The machine had 32MB of RAM, a 15" colour LCD and a dedicated "Rotational Hand Controller." The software was NASA's own Shuttle Engineering Simulator (SES), ported to SPARC from the Control Data Corporation Cyber 180 Model 962 (an upgraded version of the RISC Cyber 180-960) at the Johnson Space Center in Houston, Texas, and ran on OS/MP 4.1A, Solbourne's equivalent of SunOS 4.1.1. Its motherboard was most likely a Solbourne "pizzabox" IDT logic board, the same one used in the S3000, S4000 and S4100 which directly competed with O.G. SPARCstations, making the reported speed of 40MHz suspect since the Panasonic MN10501 KAP (short for "Kick-Ass Processor" — yes, really) was notoriously unstable above 36MHz. A suspiciously similar laptop called the Matsushita P2100 was announced in 1992 but by then Sun was making moves to freeze SPARC clone makers out of the market, particularly Solbourne who had cornerned the more profitable upper tiers, and refused to license Solaris to anyone like they did SunOS. (Apple later pulled this same stunt with the Mac clones and Mac OS 8.) The P2100 doesn't seem to have been ever released, and while a few PILOT examples were likely fabricated, no one so far has found one. PILOT was eventually replaced by various IBM ThinkPads which went on to have a well-known and illustrious career in space.
A big thanks to Warner Losh and Dieter Dworkin Müller for the probable scoop on PILOT, as well as Scott's own research and his initial report, and this unofficial NASA description from 1994.
Wow - this was a blast from the past. I was a HW engineer at Solbourne and remember this machine. We only saw it once in Longmont. It was designed and built by Matsushita (in Japan I think). We had nothing to do with its design. It didn't use KAP. By then it was clear KAP was a failure and we were in trouble. I think this was MBus-based and may used one of the Cypress CPU modules (but am not 100% sure of my memory). I remember feeling a bit depressed looking at it because it showed we were no longer as relevant to Matsushita as we had been.
ReplyDeleteMBus? Wow, then this sounds like it was a custom board, not the IDT board? Cypress sounds plausible.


— Task —
Every record below must be retyped exactly, with the pictures left out.

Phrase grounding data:
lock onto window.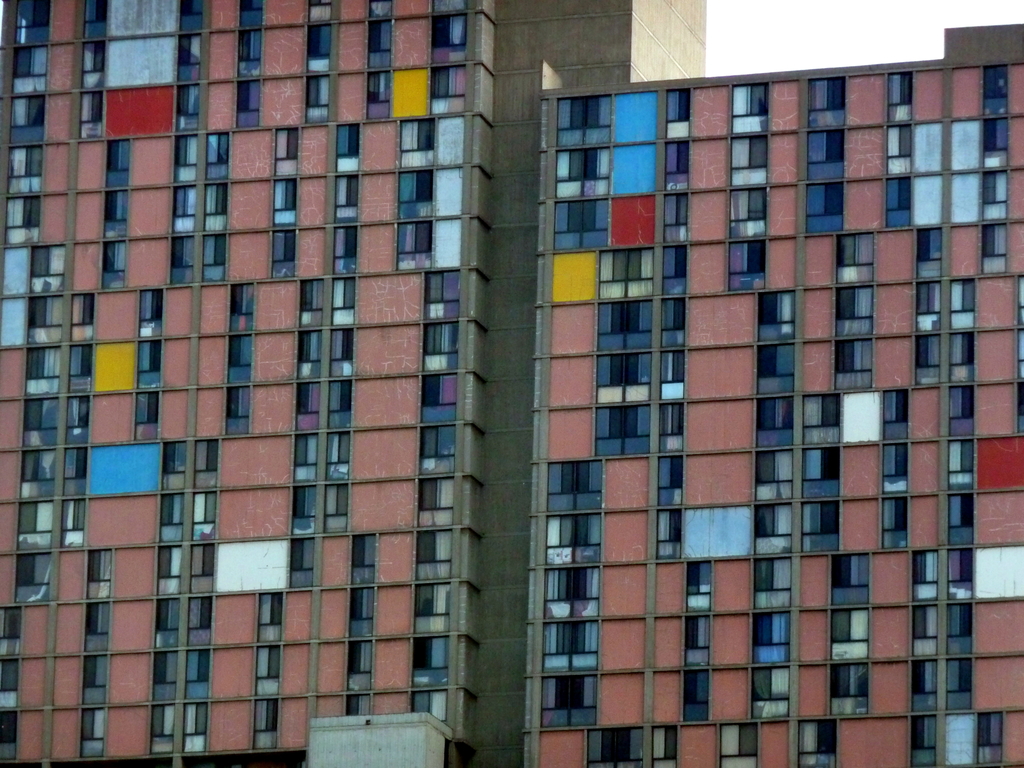
Locked: crop(801, 184, 840, 228).
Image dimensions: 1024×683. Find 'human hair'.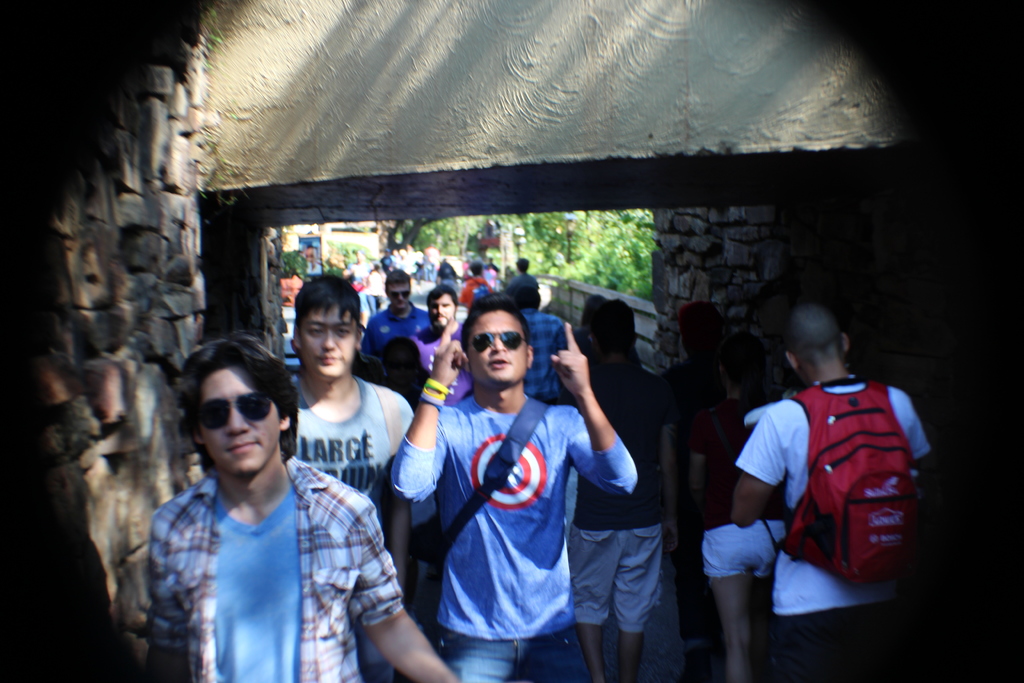
[426,289,461,313].
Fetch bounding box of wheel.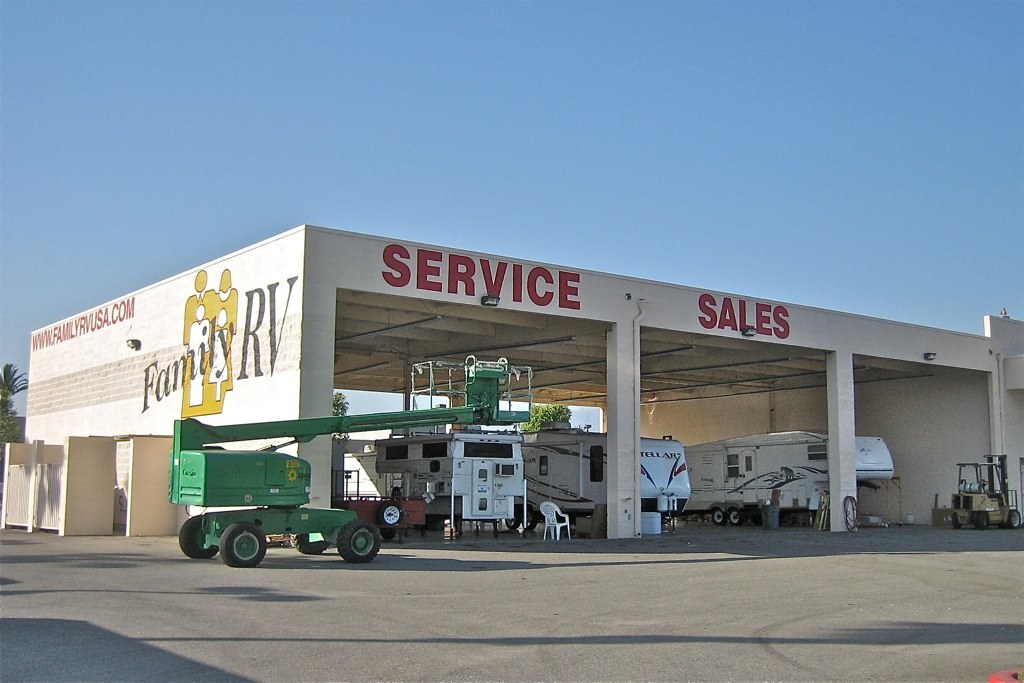
Bbox: pyautogui.locateOnScreen(521, 509, 537, 530).
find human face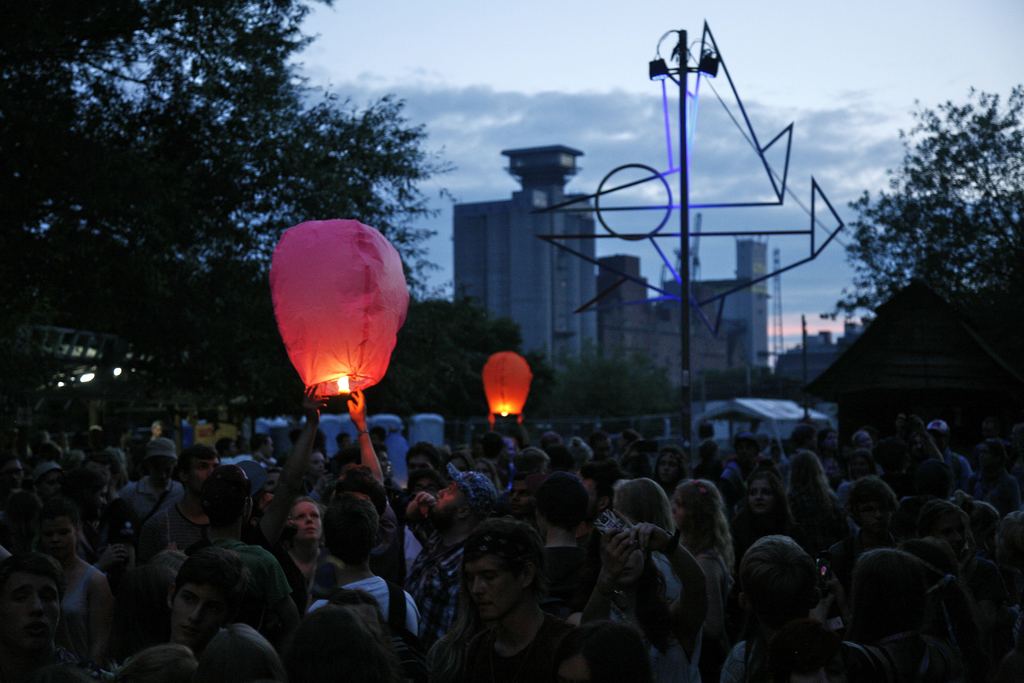
pyautogui.locateOnScreen(467, 555, 518, 622)
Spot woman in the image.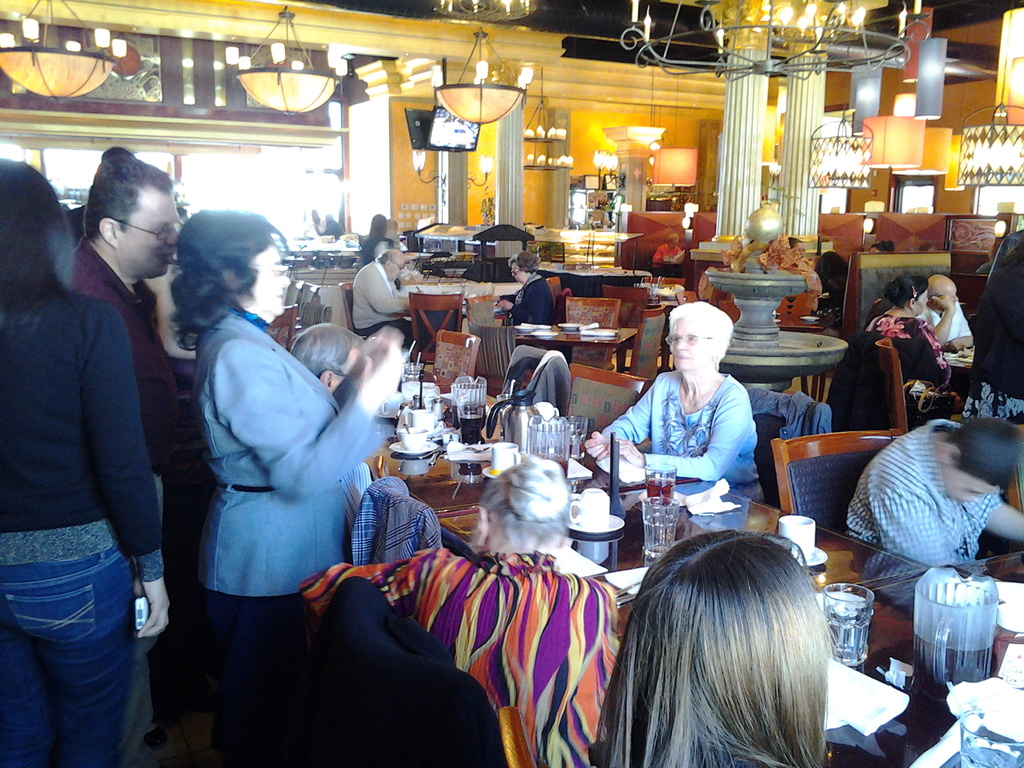
woman found at rect(588, 521, 831, 767).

— Answer box —
lock onto window.
Locked: crop(801, 184, 840, 228).
Image dimensions: 1024×683. Find 'human hair'.
[426,289,461,313].
Fetch bounding box of wheel.
Bbox: pyautogui.locateOnScreen(521, 509, 537, 530).
find human face
pyautogui.locateOnScreen(467, 555, 518, 622)
Spot woman in the image.
woman found at rect(588, 521, 831, 767).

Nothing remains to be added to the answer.